An official petition was launched Saturday seeking a referendum for an elected Board of Education in Montclair. The petition appears on the website of Vote Montclair, an independent civic group started in 2020 with the aim of increasing voter participation in the Township.
“After more than six months of outreach, voter surveys, legal research, fundraising and technical fiddling, I’m overjoyed to finally see voters having their say,” said Vote Montclair founder and campaign co-chair Erik D’Amato.
The official Committee of Petitioners is led by campaign co-chair Jason Sargis, and consists of “a diverse and engaged group of community members who believe Montclair should join the 97% of New Jersey municipalities where voters rather than politicians choose who sits on the BOE,” according to Vote Montclair.
“What we’ve seen over the last few years is that the time has come for the people themselves to decide who represents them in setting educational policy,” said Committee member Reggie Valentine, who is a product of the Montclair Public Schools and is now president of the PTA at Nishuane and a board member of the Montclair Community Pre-K. In addition to Sargis and Valentine, the Committee includes retired educator Beatrice Price, longtime PTA and community leader Selma Avdicevic, and Rodolfo Valdez.
Under state law, the petition must garner a number of signatures exceeding 15% of the votes cast in the most recent election for state assembly in the district to trigger a referendum on converting Montclair’s school district from an unelected “Type I” model to an elected “Type II” model. This works out to 1,020 signatures though Vote Montclair’s campaign organizers aim to collect at least double that.
The Township of Montclair is currently one of only 11 out of 565 municipalities in New Jersey where members of the local Board of Education are appointed by the mayor rather than elected by popular vote. The League of Women Voters has released a statement in favor of maintaining an appointed BOE in Montclair, adding that past referenda on this issue were held in 1963, 1969, 1971, 1995 and, most recently, 2009 – and all were unsuccessful.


▶ [Work to be completed]:
Leaving out all pictures, write down exactly the lines from the one containing "Provide the bounding box for sunglasses." through the last line of the material.

[[ Task input open ]]

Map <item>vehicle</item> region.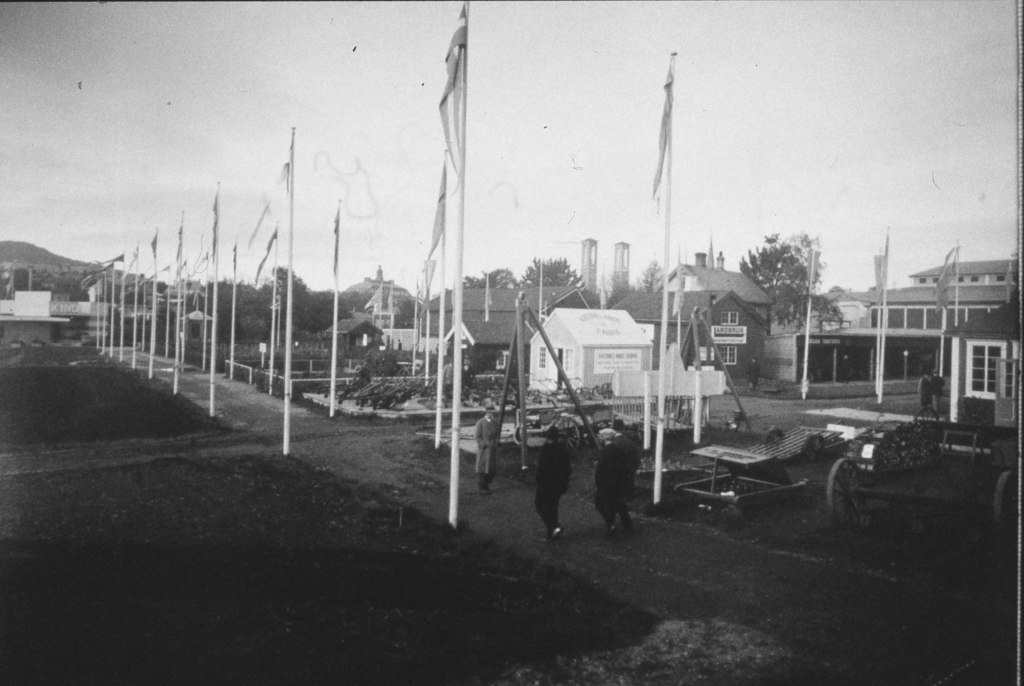
Mapped to [left=806, top=410, right=1009, bottom=518].
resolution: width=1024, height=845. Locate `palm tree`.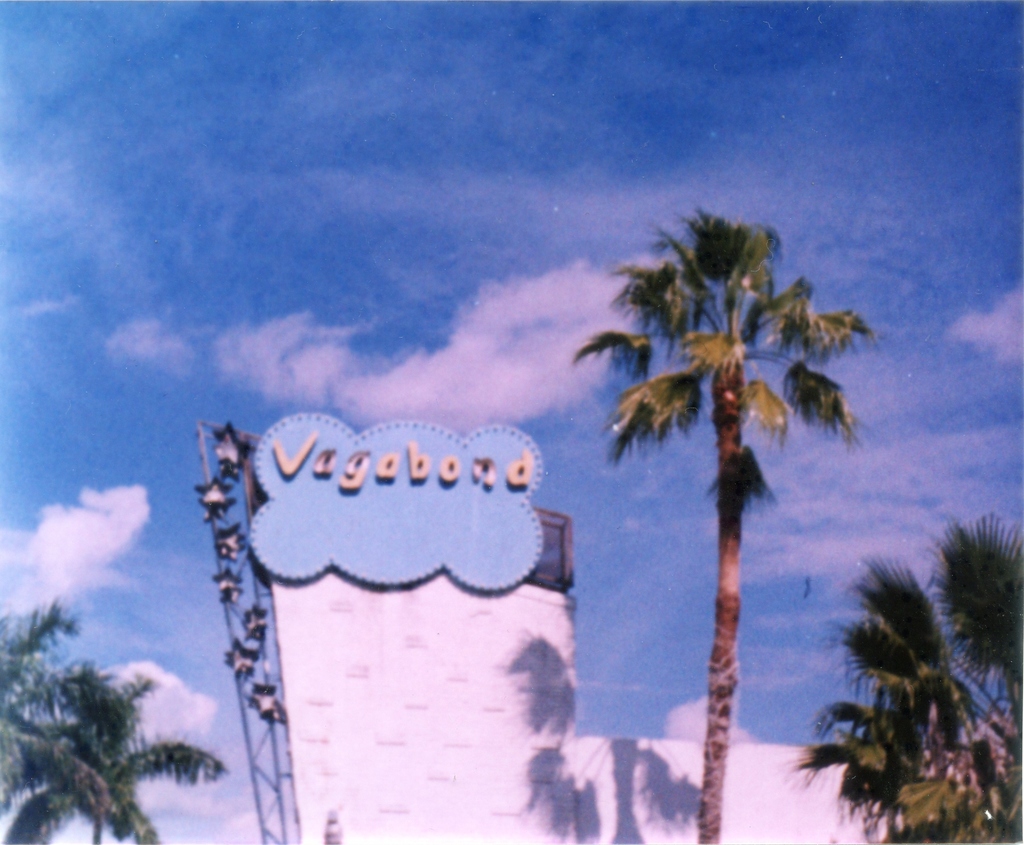
Rect(847, 551, 1023, 844).
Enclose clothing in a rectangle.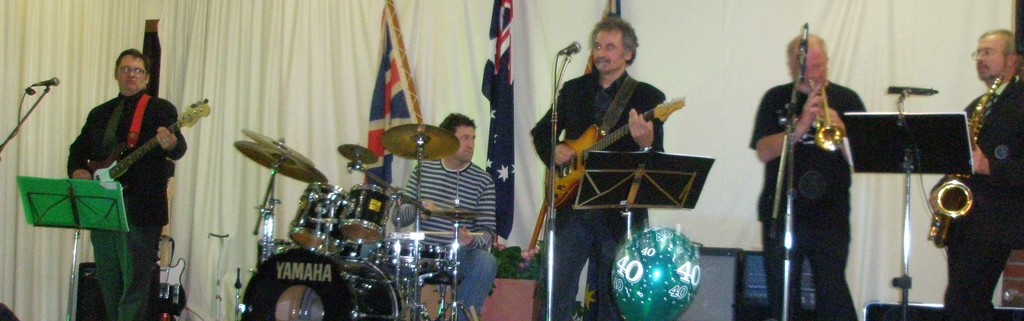
bbox=(945, 78, 1023, 320).
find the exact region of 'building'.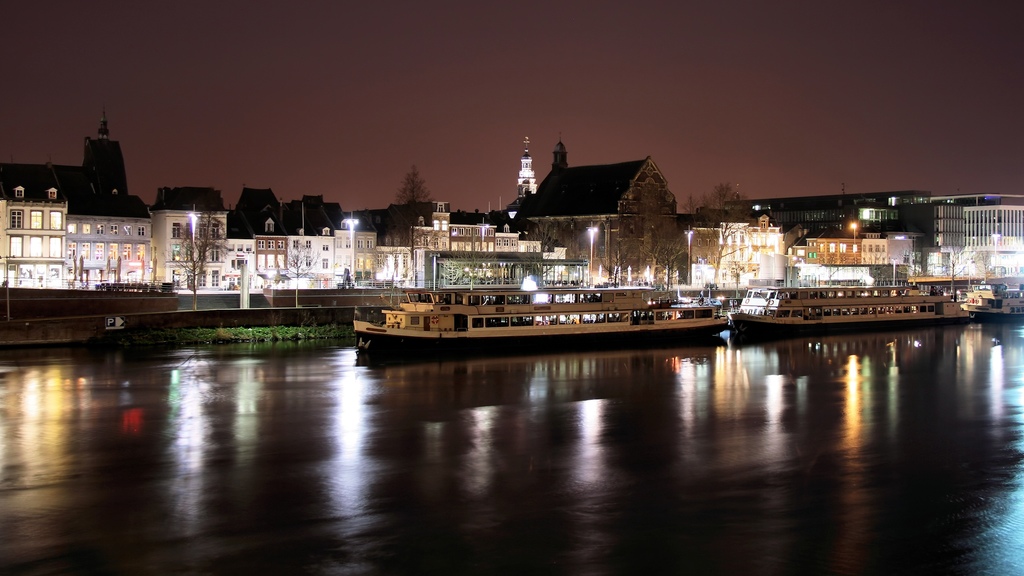
Exact region: select_region(808, 236, 884, 266).
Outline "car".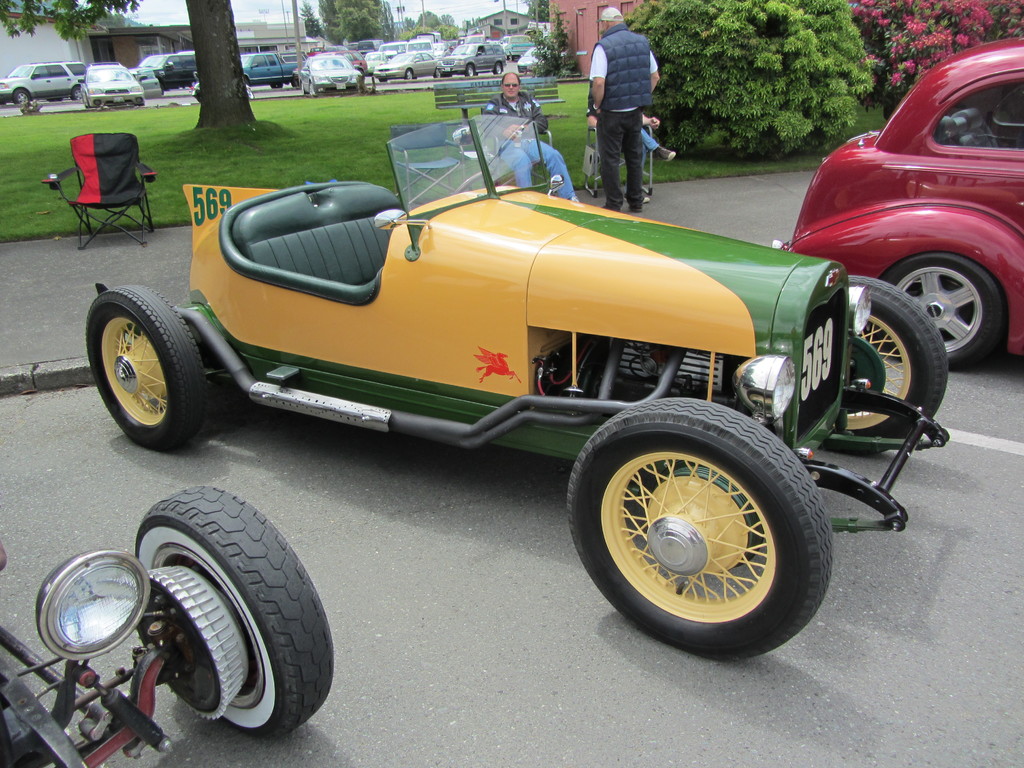
Outline: region(80, 113, 953, 669).
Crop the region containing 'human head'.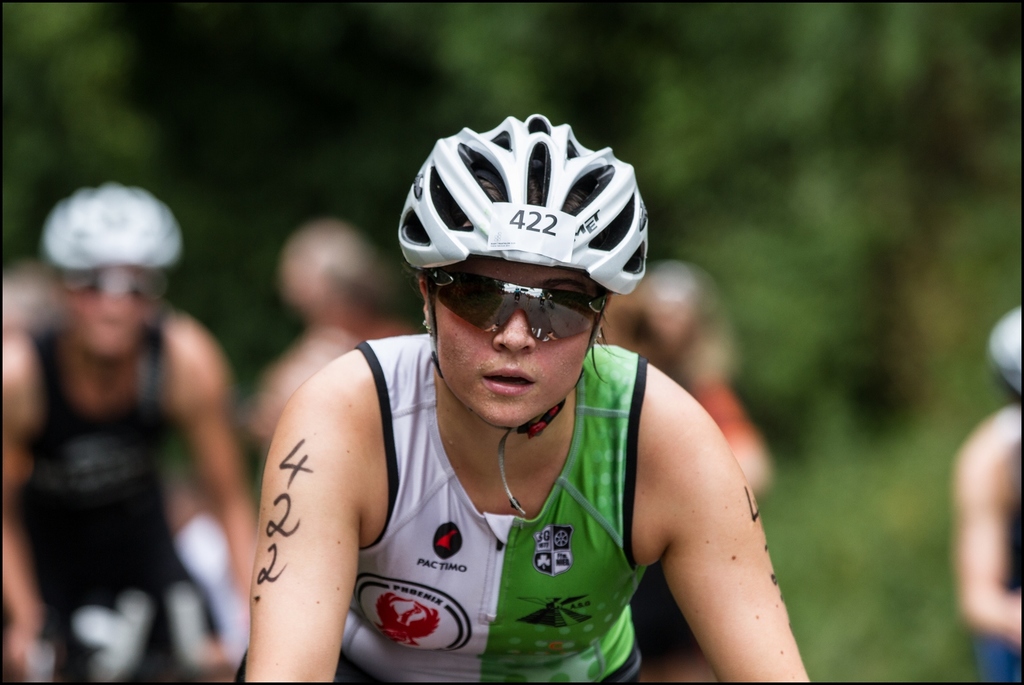
Crop region: 278, 212, 395, 333.
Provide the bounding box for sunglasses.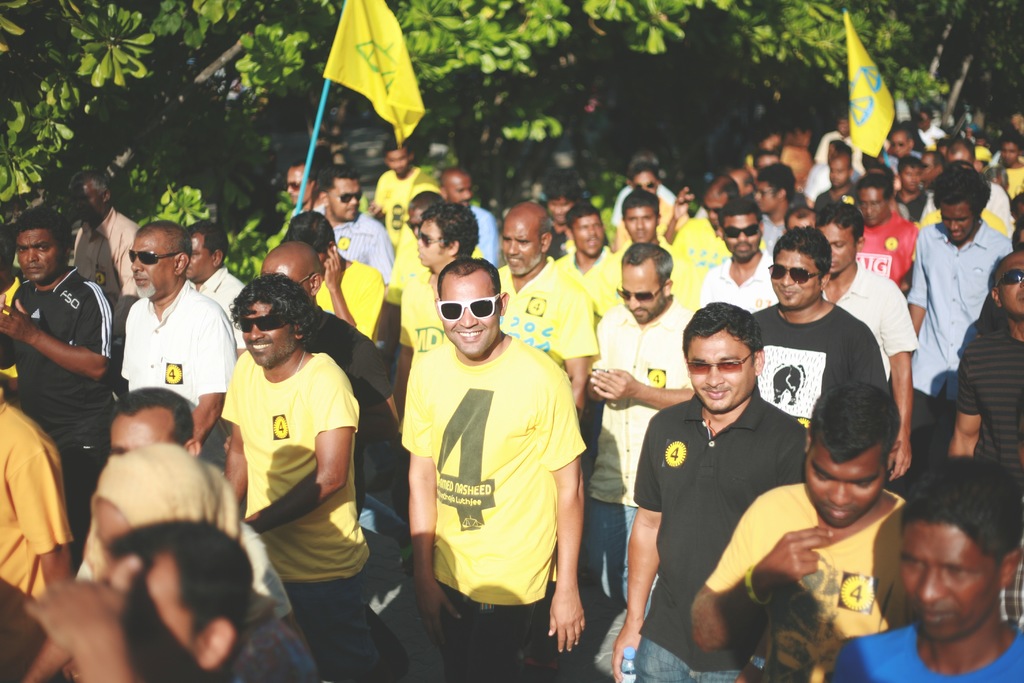
locate(766, 267, 819, 285).
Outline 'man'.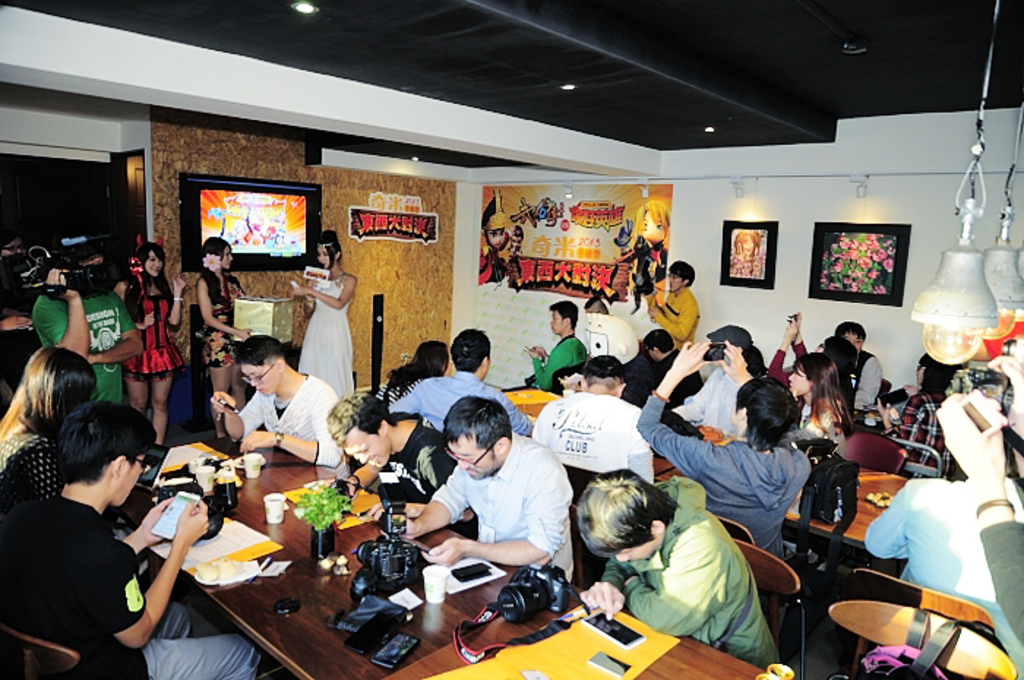
Outline: (837, 323, 882, 412).
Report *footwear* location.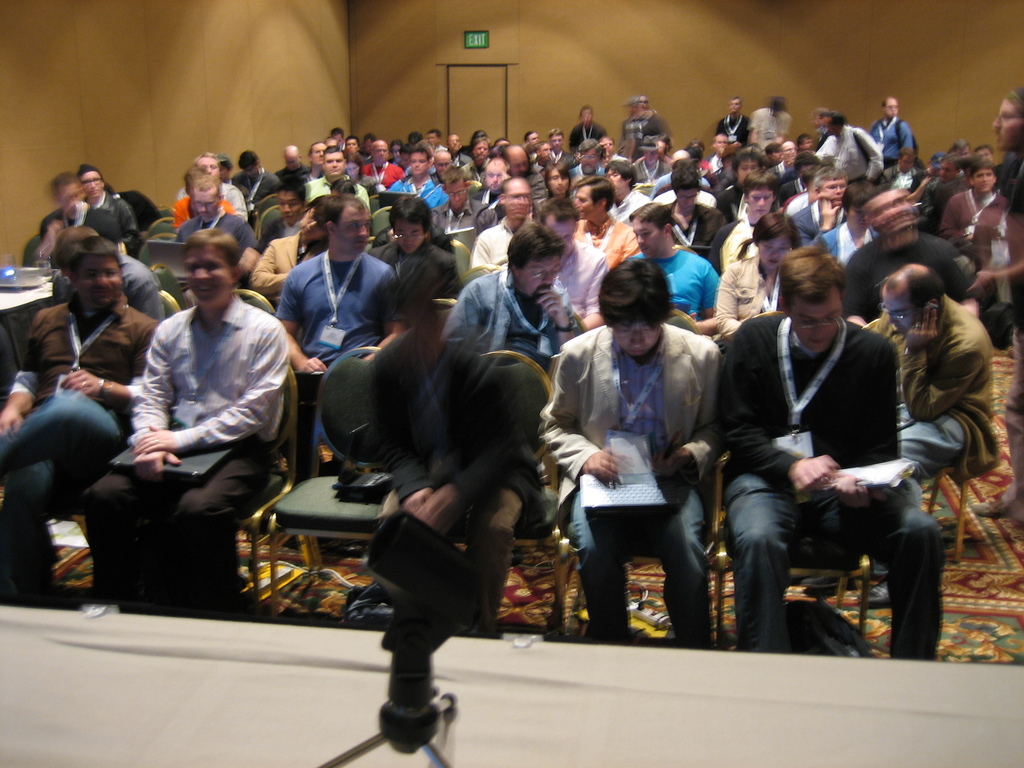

[[ Task input closed ]]

▶ [Finished task]:
Provide the bounding box for sunglasses.
locate(766, 267, 819, 285).
Outline 'man'.
Outline: (837, 323, 882, 412).
Report *footwear* location.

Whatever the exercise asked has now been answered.